Her writing has been published in The Annals of Political and Social Science,
Feminist Review, Public Culture, American Anthropologist, Eastern Art
Report and the London Review of Books. She has been quoted in the LA Times,
New York Times, Chronicle of Higher. Her short stories have appeared in
two anthologies of Iranian-American writing as well as The New York Press
and in Anthropology and Humanism Quarterly for which she won a Short Story
Award for Fiction.
She
is the author of two books: Warring
Souls: Media, Martyrdom and Youth in post-Revolution Iran, Duke
University Press, 2006 and 2016 Independent Publishers Gold Medal Award-winning
Novel Last
Scene Underground: An ethnographic novel of Iran by Stanford
University Press. Her film, Plastic
Flowers Never Die, 2009 is distributed by Documentary Educational
Resources and has been shown in Festivals all over the world. Her sound
installation Whole
World Blind premiered at Soundwalk in Long Beach, and
was installed in Berlin, Paris, Philadelphia, San Francisco and is featured
permanently at Publicbooks.org.
Her
video Installation Salton Sublime
about finding the sublime among environmental degradation premiered in
Berlin, Germany in 2017 and has been shown in the Miami Independent Film
Festival and the Soundpedro sound installation festival in Los Angeles.
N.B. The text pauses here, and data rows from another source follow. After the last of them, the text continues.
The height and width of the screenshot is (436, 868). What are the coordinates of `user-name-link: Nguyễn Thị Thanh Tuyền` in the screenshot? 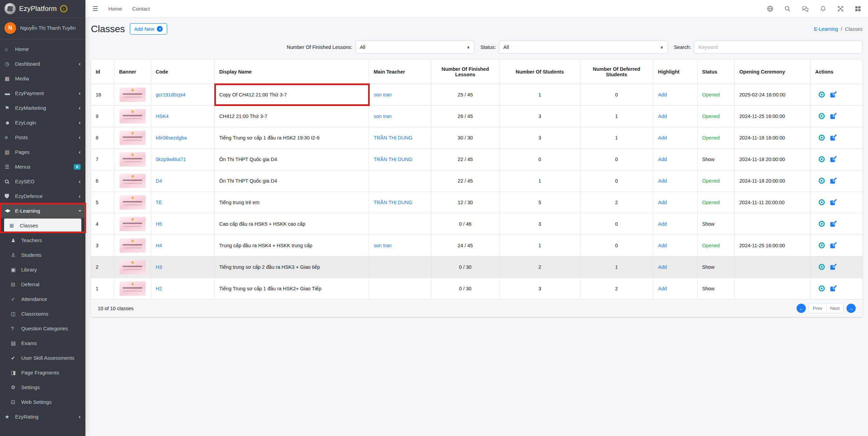 It's located at (48, 28).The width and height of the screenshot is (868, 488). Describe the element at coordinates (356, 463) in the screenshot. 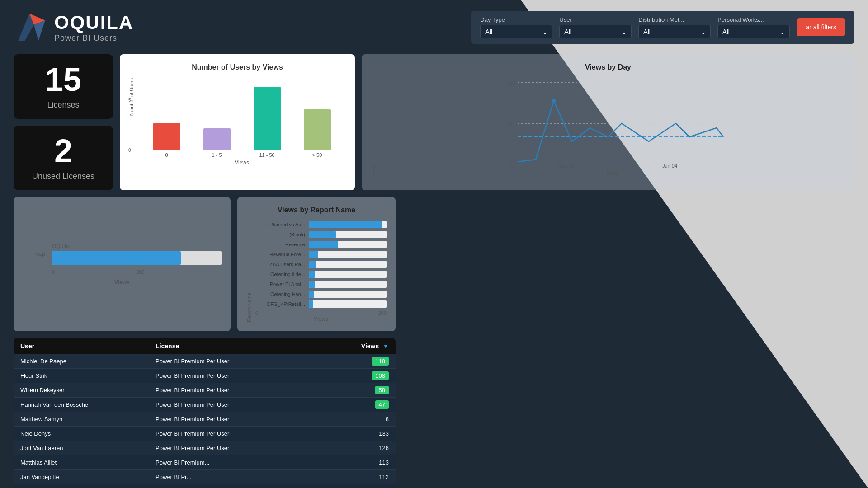

I see `cell-views: 113` at that location.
Her second Documentary Film "Tehran Tourist" about
observing Iran through the eyes of a three year old was premiered at UCI
in 2018.
Continuing
her theme of multimodal Anthropology, Roxanne is currently working on
her first full length play "Splinters of a Careless Alphabet"
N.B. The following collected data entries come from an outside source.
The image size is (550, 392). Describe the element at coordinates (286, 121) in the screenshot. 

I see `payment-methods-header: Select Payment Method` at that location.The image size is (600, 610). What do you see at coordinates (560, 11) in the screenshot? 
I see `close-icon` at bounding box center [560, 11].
that so far has been workshopped at the 117th American Anthropological
Association in San Jose, CA, the Hopscotch Reading Room in Berlin, Germany,
and UCI's Claire Trevor School of the Arts. The latter was a stage reading
directed by Elina De Santos of the Rogue Machine Theatre of Los Angeles.
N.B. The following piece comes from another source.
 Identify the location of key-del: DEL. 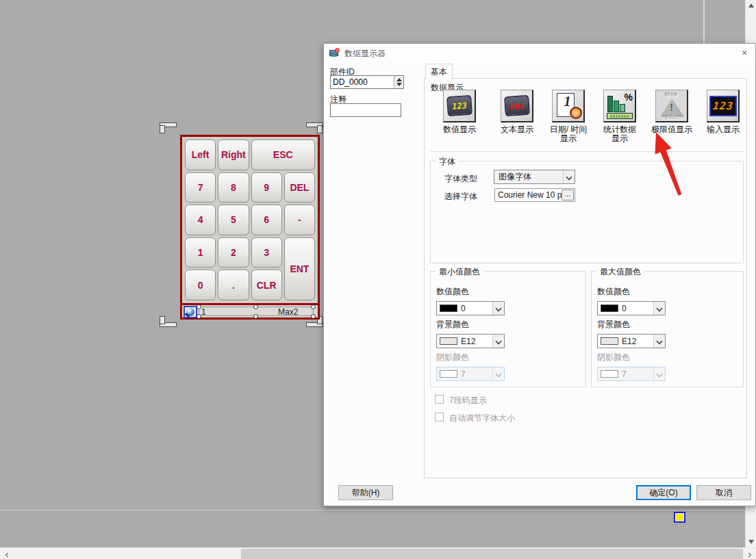
(300, 187).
An abridged version of the play was published in July 2019 in the Journal
of Comparative and Continental Philosophy under the title Act
One to The End: Ask the Ayatollah. During the COVID-19 period, she
has continues to write new work. If you are an actor or are involved in
theater and would be interested in collaborating, please contact Roxanne
via the contact page of this website.